Setting Up the Project


2.1 The Problem of the Chronically Ill

Having had a diagnosis of ME in 1986, but with no indication of potential deterioration, Dr Chris Richards, a former university lecturer and researcher, speculated on how many other people were following a similar pattern of deterioration. She therefore decided that an attempt to characterise and quantify the problem at a national level should be made. One cannot make a prognosis without a model, and one cannot make a model without data. Further one cannot make a model of chronicity without a long run of data. CHROME’s function therefore is to collect and analyse data which may go towards the provision of a better model for the disease than at present exists.

At the end of 1993, therefore, Dr Richards started to investigate the plight and the progress of this ‘invisible group’ of patients. Her first objective was to identify the population which had been rendered housebound or bedbound as a result of an illness diagnosed either as ME or as one of its later synonyms. In the first nine months of 1994 contacts were made with the patient associations, Action for ME, the ME Association, Westcare and other smaller local self-help groups, requesting the names and addresses of members who were bedbound or housebound. Physicians and researchers known to be interested in the condition were also contacted.

2.2 Charitable Status

By April 1994 it had become clearer that the task to be undertaken was considerably larger than had been anticipated . An institutional context was needed; other concerned and interested individuals were drawn into the project, helping to uncover more cases, setting up a firmer financial backing, and making detailed plans for the future. Negotiations for charitable status were initiated with the Charity Commissioners which were completed by the autumn of 1994, and CHROME came into being with an initial group of seven trustees and an initial donation of £5,000.

2.3 Objectives

The first objective of the research is to characterise and quantify the group of patients in the UK who have been rendered so chronically disabled by M.E./CFS that they cannot leave home unassisted; the second is to assess and monitor the progress of aspects of the physical and cognitive levels of disability in this population over a period of ten years. The analysis in this report is the start of this process. Already the wealth of information supplied by the participants exceeds what was expected. This first report can therefore only be an introduction to the attempt to cover in detail all features and aspects of the disease(s), its social effects, and the consequent need for further investigation and for medical, social and political action.


CHROME - Case History Research On M.E.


_WHAT TO PRODUCE_
Return only the lines from the one containing "The image size is (1303, 641)." to the end of the material, with each one exactly as it appears.

_INPUT RECORDS_
++++++++++

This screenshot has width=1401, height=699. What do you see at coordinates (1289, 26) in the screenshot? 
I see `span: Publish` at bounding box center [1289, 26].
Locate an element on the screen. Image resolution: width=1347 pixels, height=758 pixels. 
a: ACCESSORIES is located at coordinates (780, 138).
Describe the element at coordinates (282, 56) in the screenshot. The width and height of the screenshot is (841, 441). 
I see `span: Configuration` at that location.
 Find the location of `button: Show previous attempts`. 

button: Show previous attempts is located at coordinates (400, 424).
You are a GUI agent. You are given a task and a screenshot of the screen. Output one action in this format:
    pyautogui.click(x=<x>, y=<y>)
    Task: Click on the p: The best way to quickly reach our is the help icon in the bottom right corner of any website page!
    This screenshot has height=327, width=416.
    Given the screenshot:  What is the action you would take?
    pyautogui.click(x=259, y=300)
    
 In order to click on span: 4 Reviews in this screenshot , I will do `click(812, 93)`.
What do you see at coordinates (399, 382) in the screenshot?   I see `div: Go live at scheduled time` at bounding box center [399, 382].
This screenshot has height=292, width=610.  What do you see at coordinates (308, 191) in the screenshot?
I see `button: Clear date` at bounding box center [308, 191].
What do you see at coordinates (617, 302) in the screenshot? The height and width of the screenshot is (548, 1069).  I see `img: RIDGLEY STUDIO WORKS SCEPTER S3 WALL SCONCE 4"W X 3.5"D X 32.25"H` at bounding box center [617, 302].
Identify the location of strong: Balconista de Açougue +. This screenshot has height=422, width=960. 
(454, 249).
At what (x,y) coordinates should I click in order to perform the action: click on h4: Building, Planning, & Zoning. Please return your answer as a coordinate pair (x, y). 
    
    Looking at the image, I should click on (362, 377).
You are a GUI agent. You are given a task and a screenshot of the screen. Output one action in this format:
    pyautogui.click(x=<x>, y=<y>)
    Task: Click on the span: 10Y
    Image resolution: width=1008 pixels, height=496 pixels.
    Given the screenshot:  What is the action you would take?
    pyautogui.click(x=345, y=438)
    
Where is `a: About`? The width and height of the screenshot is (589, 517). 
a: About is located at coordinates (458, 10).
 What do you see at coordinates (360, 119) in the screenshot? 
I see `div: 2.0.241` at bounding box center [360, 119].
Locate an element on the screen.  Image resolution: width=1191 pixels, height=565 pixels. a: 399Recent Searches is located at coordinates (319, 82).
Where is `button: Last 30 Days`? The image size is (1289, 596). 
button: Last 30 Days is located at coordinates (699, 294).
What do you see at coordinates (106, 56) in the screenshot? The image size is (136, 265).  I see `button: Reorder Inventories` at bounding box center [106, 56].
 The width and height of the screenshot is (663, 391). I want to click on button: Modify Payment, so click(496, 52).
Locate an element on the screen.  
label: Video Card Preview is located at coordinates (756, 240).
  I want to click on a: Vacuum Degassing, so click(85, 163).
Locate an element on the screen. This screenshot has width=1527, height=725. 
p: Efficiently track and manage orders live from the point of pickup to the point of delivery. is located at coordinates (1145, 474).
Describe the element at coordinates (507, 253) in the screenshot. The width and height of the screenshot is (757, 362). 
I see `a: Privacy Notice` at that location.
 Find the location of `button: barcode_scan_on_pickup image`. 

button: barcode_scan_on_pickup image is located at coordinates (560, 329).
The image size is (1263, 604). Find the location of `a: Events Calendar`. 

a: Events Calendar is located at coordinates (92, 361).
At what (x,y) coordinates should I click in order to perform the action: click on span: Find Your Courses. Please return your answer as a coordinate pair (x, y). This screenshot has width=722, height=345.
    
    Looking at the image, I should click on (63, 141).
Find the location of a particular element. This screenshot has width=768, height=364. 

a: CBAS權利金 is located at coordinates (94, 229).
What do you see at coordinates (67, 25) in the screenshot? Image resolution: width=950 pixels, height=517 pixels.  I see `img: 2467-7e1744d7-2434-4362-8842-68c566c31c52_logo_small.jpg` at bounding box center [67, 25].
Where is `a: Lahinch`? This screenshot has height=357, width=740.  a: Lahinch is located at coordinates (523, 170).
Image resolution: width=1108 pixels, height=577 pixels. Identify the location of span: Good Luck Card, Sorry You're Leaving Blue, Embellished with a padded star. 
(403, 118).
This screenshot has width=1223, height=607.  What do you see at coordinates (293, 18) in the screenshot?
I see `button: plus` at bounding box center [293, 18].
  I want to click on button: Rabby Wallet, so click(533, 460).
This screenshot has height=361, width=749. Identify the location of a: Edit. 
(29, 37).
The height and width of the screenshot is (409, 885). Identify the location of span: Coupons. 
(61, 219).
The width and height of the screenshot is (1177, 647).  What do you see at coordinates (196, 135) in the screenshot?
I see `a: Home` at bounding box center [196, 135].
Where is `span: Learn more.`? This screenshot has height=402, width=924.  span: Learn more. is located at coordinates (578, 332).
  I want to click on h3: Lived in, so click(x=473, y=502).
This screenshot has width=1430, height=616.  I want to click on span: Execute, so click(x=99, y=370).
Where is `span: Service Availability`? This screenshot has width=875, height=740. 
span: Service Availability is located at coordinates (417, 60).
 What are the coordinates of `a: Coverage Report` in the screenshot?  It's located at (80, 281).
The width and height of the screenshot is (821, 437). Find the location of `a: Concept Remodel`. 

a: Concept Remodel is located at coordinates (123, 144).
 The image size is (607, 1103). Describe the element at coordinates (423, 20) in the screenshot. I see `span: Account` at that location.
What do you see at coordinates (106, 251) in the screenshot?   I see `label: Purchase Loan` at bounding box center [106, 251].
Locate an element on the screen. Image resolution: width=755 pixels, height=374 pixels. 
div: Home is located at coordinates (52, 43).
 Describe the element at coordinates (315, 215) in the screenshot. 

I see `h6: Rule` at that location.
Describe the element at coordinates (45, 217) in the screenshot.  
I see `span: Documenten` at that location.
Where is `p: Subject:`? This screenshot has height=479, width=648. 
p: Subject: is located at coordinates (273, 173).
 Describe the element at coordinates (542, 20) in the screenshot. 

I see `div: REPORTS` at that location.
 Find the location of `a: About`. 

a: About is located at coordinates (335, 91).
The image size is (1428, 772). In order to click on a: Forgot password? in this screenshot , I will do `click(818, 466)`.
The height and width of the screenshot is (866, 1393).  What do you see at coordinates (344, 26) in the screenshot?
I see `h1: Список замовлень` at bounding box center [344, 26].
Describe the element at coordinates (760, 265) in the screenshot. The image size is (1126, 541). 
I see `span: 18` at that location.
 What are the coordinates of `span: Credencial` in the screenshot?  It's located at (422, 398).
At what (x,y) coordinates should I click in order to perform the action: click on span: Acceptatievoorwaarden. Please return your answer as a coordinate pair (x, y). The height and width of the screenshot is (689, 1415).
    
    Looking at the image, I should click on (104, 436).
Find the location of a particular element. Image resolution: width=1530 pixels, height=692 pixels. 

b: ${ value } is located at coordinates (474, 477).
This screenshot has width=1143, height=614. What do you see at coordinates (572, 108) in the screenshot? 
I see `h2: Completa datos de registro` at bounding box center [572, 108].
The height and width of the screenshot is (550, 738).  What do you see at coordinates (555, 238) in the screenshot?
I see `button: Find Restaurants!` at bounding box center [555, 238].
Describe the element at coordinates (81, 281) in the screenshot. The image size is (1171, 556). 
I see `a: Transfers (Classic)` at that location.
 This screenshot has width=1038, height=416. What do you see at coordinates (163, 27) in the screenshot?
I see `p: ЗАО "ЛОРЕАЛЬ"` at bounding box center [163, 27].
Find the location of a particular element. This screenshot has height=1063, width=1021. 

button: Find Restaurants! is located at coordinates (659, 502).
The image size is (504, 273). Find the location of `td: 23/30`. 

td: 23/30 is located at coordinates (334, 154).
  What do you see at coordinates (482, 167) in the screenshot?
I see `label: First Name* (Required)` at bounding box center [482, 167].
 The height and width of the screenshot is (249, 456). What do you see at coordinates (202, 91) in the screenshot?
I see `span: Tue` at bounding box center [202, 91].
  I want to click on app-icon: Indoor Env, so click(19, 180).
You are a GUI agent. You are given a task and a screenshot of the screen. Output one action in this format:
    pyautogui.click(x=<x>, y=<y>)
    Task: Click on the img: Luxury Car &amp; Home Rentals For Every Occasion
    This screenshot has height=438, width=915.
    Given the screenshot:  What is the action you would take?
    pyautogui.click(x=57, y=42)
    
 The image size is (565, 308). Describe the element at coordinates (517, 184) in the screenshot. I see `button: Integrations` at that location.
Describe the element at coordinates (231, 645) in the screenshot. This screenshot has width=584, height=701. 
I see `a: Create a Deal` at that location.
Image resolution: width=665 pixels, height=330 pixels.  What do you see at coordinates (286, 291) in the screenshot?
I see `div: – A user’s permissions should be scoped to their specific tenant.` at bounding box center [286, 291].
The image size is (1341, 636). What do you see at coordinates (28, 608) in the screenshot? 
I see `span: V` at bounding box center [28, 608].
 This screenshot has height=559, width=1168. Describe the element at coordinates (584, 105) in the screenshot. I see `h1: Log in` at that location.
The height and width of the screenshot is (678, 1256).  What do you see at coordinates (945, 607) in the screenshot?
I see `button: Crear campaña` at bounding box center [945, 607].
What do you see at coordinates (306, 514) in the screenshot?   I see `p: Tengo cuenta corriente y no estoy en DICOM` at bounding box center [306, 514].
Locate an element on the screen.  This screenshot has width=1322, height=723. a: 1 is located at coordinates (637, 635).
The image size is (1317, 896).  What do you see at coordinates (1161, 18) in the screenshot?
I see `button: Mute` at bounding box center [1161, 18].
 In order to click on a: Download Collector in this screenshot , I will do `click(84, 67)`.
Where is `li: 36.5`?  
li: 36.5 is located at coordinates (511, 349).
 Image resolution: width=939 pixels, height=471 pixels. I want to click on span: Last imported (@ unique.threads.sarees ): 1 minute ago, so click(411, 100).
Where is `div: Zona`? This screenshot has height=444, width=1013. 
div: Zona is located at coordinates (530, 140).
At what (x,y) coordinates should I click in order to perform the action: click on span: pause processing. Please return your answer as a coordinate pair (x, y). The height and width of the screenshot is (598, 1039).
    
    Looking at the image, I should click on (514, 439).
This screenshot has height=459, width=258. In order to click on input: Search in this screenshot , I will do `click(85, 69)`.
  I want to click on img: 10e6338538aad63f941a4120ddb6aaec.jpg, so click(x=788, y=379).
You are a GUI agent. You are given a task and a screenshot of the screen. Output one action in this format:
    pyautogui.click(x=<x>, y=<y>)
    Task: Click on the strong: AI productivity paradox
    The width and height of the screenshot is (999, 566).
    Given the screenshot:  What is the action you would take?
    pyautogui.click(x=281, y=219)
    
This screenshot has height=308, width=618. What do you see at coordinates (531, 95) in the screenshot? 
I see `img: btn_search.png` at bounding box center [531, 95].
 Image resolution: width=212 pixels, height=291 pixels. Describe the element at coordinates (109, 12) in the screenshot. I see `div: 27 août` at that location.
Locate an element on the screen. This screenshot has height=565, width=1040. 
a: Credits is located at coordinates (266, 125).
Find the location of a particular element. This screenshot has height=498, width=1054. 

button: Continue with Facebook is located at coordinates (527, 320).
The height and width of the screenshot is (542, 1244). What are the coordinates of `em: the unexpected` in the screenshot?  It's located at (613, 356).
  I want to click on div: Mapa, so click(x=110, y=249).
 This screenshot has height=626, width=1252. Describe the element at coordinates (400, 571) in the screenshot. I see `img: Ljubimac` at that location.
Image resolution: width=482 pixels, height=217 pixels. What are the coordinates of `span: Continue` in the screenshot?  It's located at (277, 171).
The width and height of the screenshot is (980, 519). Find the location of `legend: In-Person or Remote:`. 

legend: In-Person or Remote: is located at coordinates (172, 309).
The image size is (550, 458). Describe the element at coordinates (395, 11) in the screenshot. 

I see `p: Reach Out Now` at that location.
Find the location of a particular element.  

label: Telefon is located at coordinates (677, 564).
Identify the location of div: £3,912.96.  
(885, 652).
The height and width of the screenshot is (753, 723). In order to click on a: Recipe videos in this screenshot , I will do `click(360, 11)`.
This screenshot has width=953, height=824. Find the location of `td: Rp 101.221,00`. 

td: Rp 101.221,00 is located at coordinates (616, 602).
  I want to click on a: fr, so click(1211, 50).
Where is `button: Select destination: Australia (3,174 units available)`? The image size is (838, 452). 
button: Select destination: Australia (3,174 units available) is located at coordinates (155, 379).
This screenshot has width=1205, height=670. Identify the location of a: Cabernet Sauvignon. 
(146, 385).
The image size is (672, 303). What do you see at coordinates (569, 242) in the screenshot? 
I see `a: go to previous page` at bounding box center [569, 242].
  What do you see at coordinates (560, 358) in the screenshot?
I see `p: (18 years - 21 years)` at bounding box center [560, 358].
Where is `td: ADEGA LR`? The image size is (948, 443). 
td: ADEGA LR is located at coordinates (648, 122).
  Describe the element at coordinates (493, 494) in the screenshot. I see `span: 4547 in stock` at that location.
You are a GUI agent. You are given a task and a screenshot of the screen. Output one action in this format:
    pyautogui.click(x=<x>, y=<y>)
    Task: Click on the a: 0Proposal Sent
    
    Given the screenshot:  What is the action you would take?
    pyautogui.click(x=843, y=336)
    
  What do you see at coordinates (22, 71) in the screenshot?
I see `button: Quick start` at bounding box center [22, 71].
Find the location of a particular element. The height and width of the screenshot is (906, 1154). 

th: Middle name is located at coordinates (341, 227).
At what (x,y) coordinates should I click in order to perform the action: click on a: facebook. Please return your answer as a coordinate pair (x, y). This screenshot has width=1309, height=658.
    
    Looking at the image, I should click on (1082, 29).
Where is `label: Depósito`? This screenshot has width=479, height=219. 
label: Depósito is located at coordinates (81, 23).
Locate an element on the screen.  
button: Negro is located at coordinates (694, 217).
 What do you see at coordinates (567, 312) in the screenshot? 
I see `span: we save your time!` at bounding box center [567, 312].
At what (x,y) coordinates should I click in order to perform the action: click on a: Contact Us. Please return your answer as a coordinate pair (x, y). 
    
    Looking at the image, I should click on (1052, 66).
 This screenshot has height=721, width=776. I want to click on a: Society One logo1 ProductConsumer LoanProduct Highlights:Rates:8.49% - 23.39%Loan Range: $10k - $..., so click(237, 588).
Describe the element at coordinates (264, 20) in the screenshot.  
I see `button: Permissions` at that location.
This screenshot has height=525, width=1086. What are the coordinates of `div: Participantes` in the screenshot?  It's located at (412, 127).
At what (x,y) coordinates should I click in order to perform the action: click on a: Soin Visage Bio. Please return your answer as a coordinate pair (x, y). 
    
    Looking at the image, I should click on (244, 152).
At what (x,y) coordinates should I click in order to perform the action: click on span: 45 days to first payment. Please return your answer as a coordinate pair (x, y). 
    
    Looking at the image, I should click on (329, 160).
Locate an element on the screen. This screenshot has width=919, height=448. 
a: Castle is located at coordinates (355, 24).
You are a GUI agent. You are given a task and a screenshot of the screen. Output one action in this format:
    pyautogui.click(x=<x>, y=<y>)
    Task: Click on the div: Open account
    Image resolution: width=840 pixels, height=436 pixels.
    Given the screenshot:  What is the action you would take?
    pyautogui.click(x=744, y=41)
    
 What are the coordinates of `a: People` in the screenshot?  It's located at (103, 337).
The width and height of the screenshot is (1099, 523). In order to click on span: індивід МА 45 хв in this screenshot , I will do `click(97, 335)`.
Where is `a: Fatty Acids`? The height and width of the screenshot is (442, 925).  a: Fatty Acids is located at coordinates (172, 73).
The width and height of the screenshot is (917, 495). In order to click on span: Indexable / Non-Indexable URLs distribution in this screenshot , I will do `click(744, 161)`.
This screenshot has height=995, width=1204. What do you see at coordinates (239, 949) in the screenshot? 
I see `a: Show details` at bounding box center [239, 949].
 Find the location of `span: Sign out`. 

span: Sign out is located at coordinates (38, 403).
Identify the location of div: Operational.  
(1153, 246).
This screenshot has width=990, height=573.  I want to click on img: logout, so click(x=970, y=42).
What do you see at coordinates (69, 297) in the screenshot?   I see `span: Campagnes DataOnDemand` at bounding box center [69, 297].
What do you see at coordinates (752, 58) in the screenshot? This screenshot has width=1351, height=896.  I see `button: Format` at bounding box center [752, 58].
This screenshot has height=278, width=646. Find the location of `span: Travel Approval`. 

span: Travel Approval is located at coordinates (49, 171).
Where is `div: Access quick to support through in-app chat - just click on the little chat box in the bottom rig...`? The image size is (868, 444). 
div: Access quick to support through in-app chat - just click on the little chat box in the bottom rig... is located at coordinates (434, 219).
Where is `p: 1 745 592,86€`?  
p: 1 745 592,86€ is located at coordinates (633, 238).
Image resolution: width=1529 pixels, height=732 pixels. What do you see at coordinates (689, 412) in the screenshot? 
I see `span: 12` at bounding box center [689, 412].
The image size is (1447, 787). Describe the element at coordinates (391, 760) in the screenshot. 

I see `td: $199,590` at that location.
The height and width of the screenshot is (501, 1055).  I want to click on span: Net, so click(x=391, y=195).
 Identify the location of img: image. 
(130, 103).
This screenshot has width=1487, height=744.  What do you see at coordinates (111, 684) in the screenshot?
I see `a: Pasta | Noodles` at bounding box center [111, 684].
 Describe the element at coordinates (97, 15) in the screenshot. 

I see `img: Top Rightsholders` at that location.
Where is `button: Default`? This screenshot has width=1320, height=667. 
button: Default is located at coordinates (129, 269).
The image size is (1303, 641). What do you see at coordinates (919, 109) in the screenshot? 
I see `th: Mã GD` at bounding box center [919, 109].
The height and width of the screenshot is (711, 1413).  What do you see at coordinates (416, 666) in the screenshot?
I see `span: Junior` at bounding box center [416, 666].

++++++++++

_SOLUTION FOR THIS PROBLEM_
The image size is (1303, 641). What do you see at coordinates (919, 109) in the screenshot? 
I see `th: Mã GD` at bounding box center [919, 109].
The height and width of the screenshot is (711, 1413).  What do you see at coordinates (416, 666) in the screenshot?
I see `span: Junior` at bounding box center [416, 666].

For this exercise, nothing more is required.